Wildlife Without Borders: Conserving Mammals Across the U.S. Southwest and Northwestern Mexico
Thursday, November 06, 2025 | 07:00 pm
Castetter Hall 100, 219 Yale Blvd NE | Zoom
About:
This roundtable explores key case studies of mammals with transboundary distributions across the U.S.–Mexico border that have been affected by poaching, habitat encroachment, border infrastructure, and other anthropogenic pressures. Drawing from the biogeographic history of the Southwestern U.S.–Northwestern Mexico region, presenters will highlight the unique diversity of sky island species and examine the ecological and evolutionary processes underlying their elevated richness, endangerment, and host–parasite dynamics. Discussion will also address the prospects for species persistence under changing environmental conditions along this politically and ecologically complex frontier, helping to identify challenges and pathways toward effective binational conservation strategies.
Dr. Jesús A. Fernández is a professor of Taxonomy and Systematics of Biodiversity at the Universidad Autónoma de Chihuahua (UACH). His research interests are related to the evolution and conservation of wild mammals in the Northwestern United States and Northwestern Mexico region. He is a member of the National Researchers System (SNI) in Mexico, and currently holds the 2025 UNM COMEXUS Fulbright Mexico Studies Chair at UNM.
Dr. Cuauhcihuatl Vital García is a professor at the School of Veterinary Medicine at the Universidad Autónoma de Ciudad Juárez (UACJ). She is a wildlife disease ecologist working in the Chihuahuan Desert Her research explores how rodents, coyotes, and deer connect through the parasites they share, and how desert ecology, climate, and human presence shape disease dynamics.

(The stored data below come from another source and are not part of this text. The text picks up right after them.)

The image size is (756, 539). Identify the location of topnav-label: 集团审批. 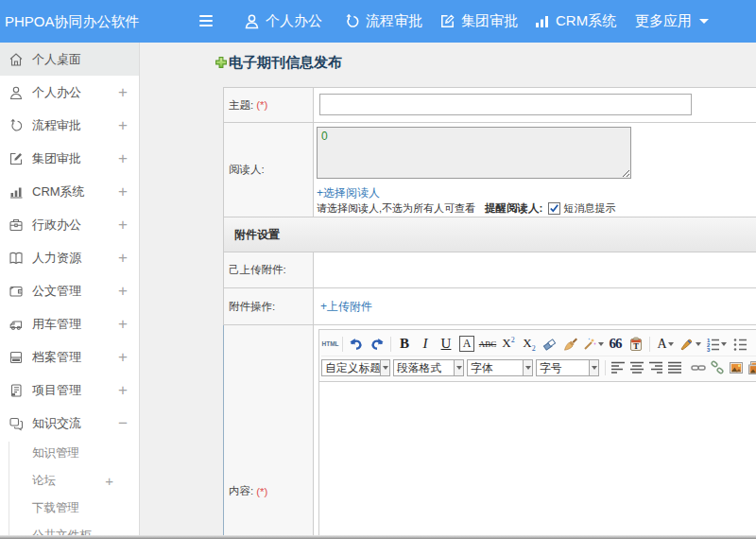
(490, 21).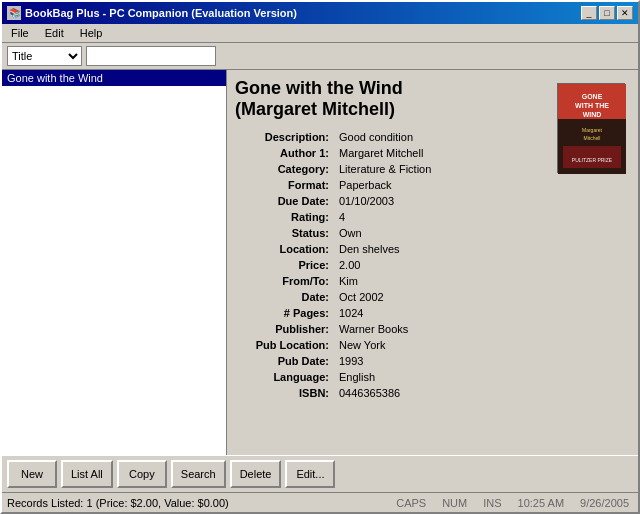 The width and height of the screenshot is (640, 514). I want to click on app-icon: 📚, so click(14, 13).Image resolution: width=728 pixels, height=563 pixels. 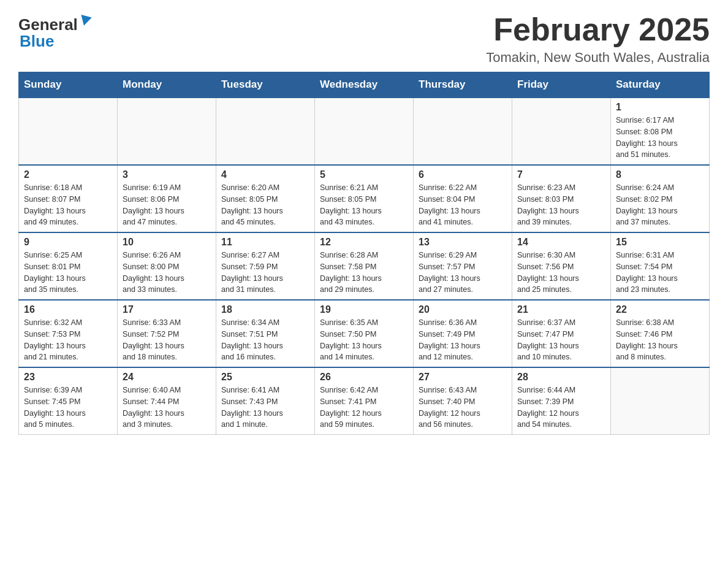 What do you see at coordinates (266, 199) in the screenshot?
I see `table-row: 4Sunrise: 6:20 AM Sunset: 8:05 PM Daylig…` at bounding box center [266, 199]. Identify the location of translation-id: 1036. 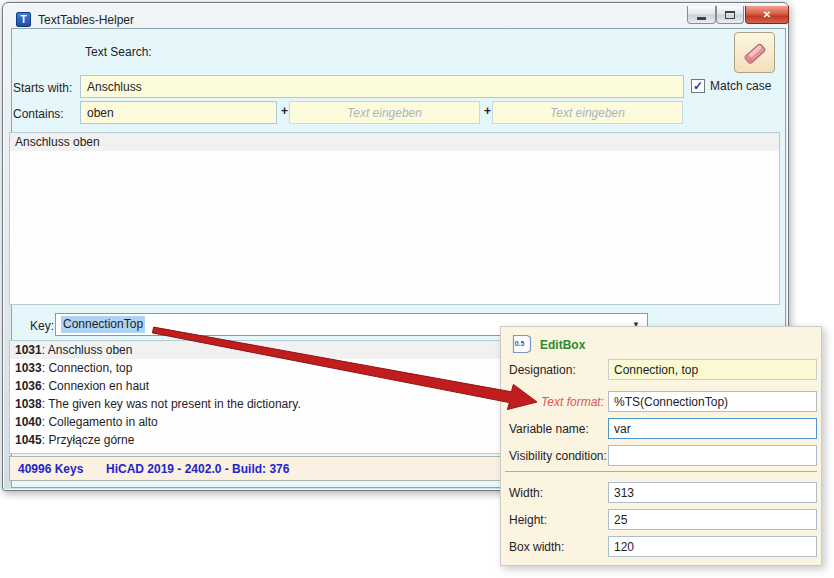
(28, 386).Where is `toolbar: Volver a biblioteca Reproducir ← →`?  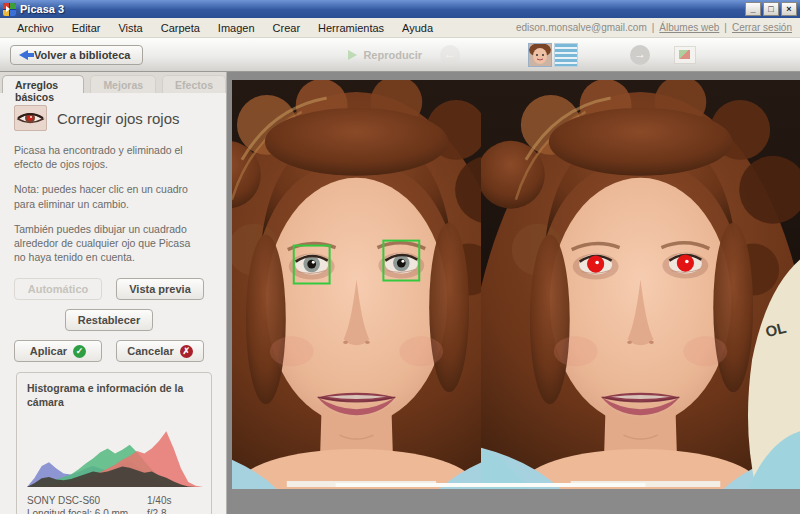 toolbar: Volver a biblioteca Reproducir ← → is located at coordinates (400, 55).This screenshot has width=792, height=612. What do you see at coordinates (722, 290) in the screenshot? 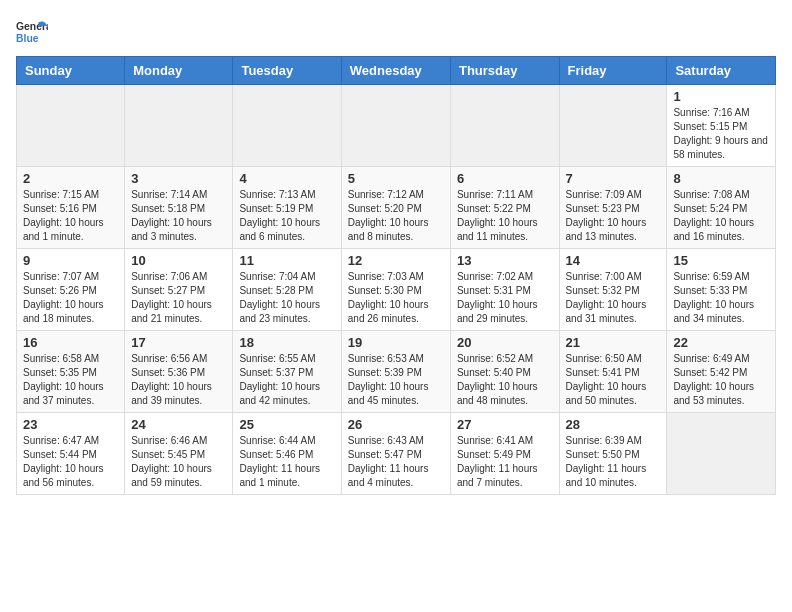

Dr. Jason Malaney is the current curator of Biosciences at the NM Museum of Natural History and Sciences at UNM. His research unites morphological and molecular data (DNA) from museum specimens to uncover patterns of geographic variation and unravel the evolutionary history and responses to Pleistocene climate fluctuations.
Dr. Enrique Martínez Meyer is a professor at the Institute of Biology at the National Autonomous University of Mexico (UNAM). His research focuses on the field of Geographical Ecology, exploring the causal factors that shape biodiversity and its responses to environmental change, with the aim of developing solutions to current pressing environmental crises
Dr. Samuel Truett is a professor and Director of the Center for the Southwest at UNM. He is interested in the crossings—social, cultural, and environmental—that have connected the North American West and Mexico to the Americas and the world at large. Known for his work in borderlands history, he also works actively in environmental history, the history of the North American West, transnational history, Native American and Indigenous History, Mexican history, and empires and borderlands in world history.
Notes:
This event is free and open to the public.